Half-Life Calculator
Radioactive decay and half-life
Radioactive decay is a single-molecule random process that, taken over Avogadro-scale populations, becomes a clean exponential. The half-life t_half is the time for the population to drop by half, and it parameterizes the whole curve. The two equivalent forms of the decay equation are:
N = N0 × (1/2)^(t / t_half) and N = N0 × e^(-lambda × t)
with lambda = ln(2)/t_half. The second form drops out of integrating dN/dt = -lambda × N, the rate law for first-order decay. Both predict the same numbers; the first is faster when t is a clean multiple of t_half, and the second is the algebraic form you keep when t isn’t.

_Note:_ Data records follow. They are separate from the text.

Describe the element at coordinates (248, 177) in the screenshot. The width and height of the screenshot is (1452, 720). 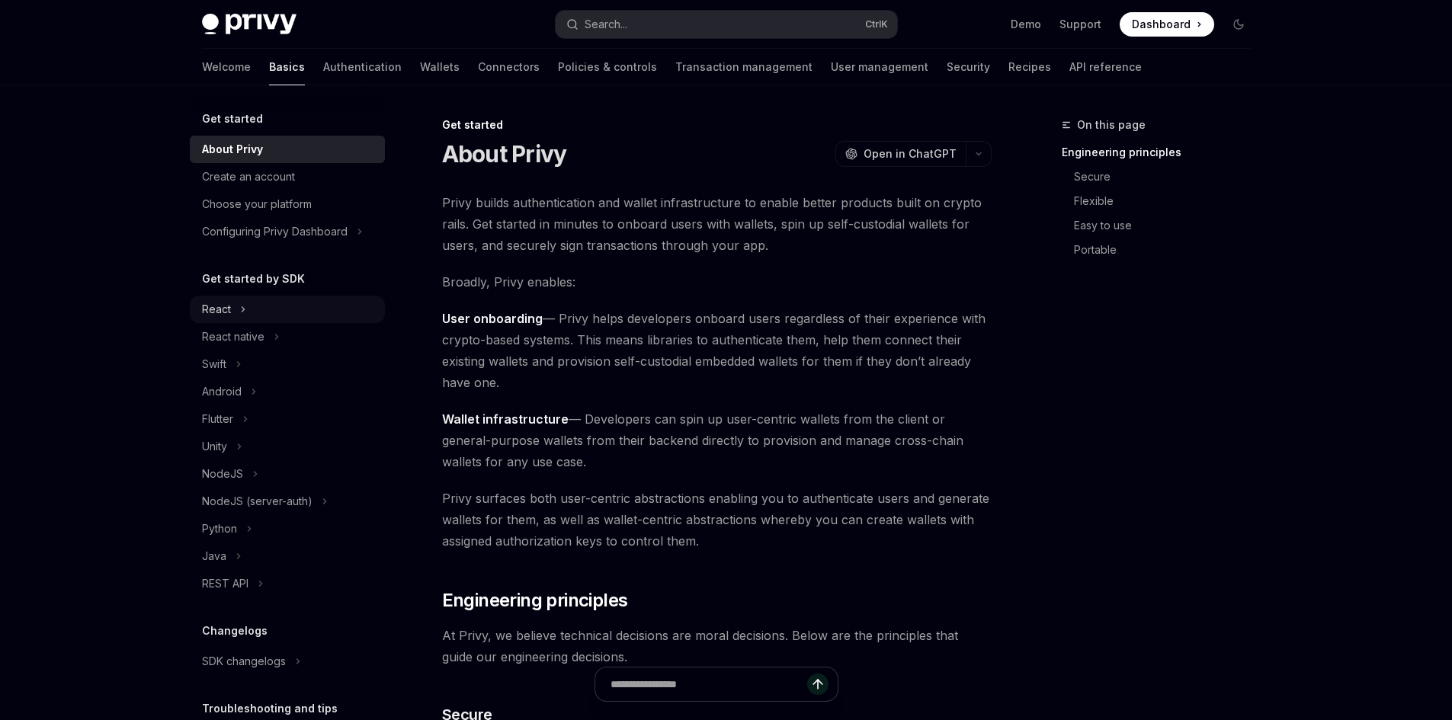
I see `div: Create an account` at that location.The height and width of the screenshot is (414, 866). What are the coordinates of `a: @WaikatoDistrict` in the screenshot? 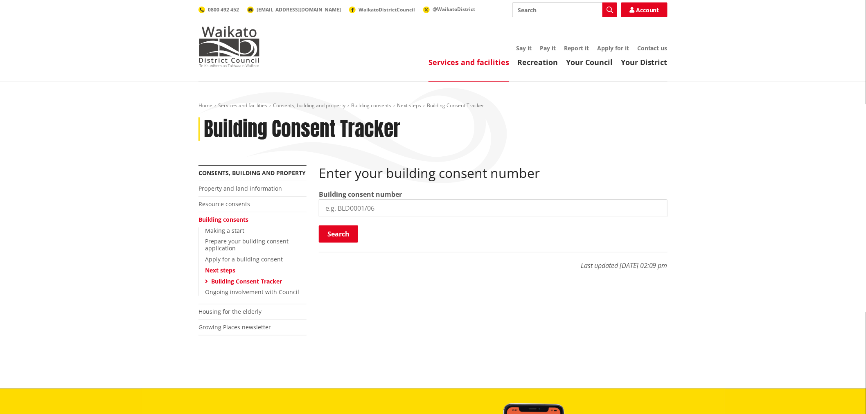 It's located at (449, 9).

This calculator solves the equation for whichever of the four variables — N0, N, t_half, or t — you leave blank. It also reports lambda, the number of half-lives elapsed, and the fraction remaining. When solving for time, the logarithmic algebra (taking ln of both sides) is shown explicitly.
What the calculator does
- Fill in any three of N0, N, t_half, t. Leave the fourth blank.
- The calculator solves for the missing value, shows the steps including any logarithm step, and reports lambda and the number of half-lives.

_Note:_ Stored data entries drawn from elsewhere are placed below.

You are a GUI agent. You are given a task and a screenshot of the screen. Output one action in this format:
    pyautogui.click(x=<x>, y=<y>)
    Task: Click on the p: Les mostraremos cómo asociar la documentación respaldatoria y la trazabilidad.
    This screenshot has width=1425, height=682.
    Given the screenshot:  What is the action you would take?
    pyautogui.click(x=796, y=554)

- Same time unit on t_half and t. Doesn’t matter which — seconds, days, years — but it must match.
Worked examples
Amount remaining. 100 mg of I-131 (t_half = 8.02 d) decays for 24.06 d.
- 24.06 / 8.02 = 3.00 half-lives
- N = 100 × (1/2)^3 = 12.5 mg
Time to decay. 500 g of Co-60 (t_half = 5.27 y) → 62.5 g.
- 62.5/500 = 0.125 = (1/2)^3, so 3 half-lives
- t = 3 × 5.27 = 15.81 y
Finding the half-life. Activity drops from 800 Bq to 200 Bq in 10.0 hours.
- 200/800 = 0.25 = (1/2)^2, so 2 half-lives elapsed
- t_half = 10.0/2 = 5.0 hours
Non-integer half-lives. 50.0 g of P-32 (t_half = 14.3 d) decays for 20.0 d.
- 20.0/14.3 = 1.399 half-lives
- N = 50.0 × (1/2)^1.399 = 19.0 g
Decay constant. C-14 has t_half = 5,730 y.
- lambda = ln(2)/5730 = 1.21 × 10^-4 / y
Notable half-lives
| Isotope | Half-Life | Use |
|---|---|---|
| C-14 | 5,730 y | Radiocarbon dating |
| I-131 | 8.02 d | Thyroid treatment |
| Co-60 | 5.27 y | Radiation therapy |
| U-238 | 4.47 × 10^9 y | Geological dating |
| Tc-99m | 6.01 h | Medical imaging |
| P-32 | 14.3 d | DNA labeling |
Where the same math shows up
The same exponential governs first-order chemical reactions, drug elimination kinetics (the biological half-life is computed identically), capacitor discharge, and any process where the rate of change is proportional to the current amount. The “half-life” terminology is nuclear, but the formula is universal to first-order decay.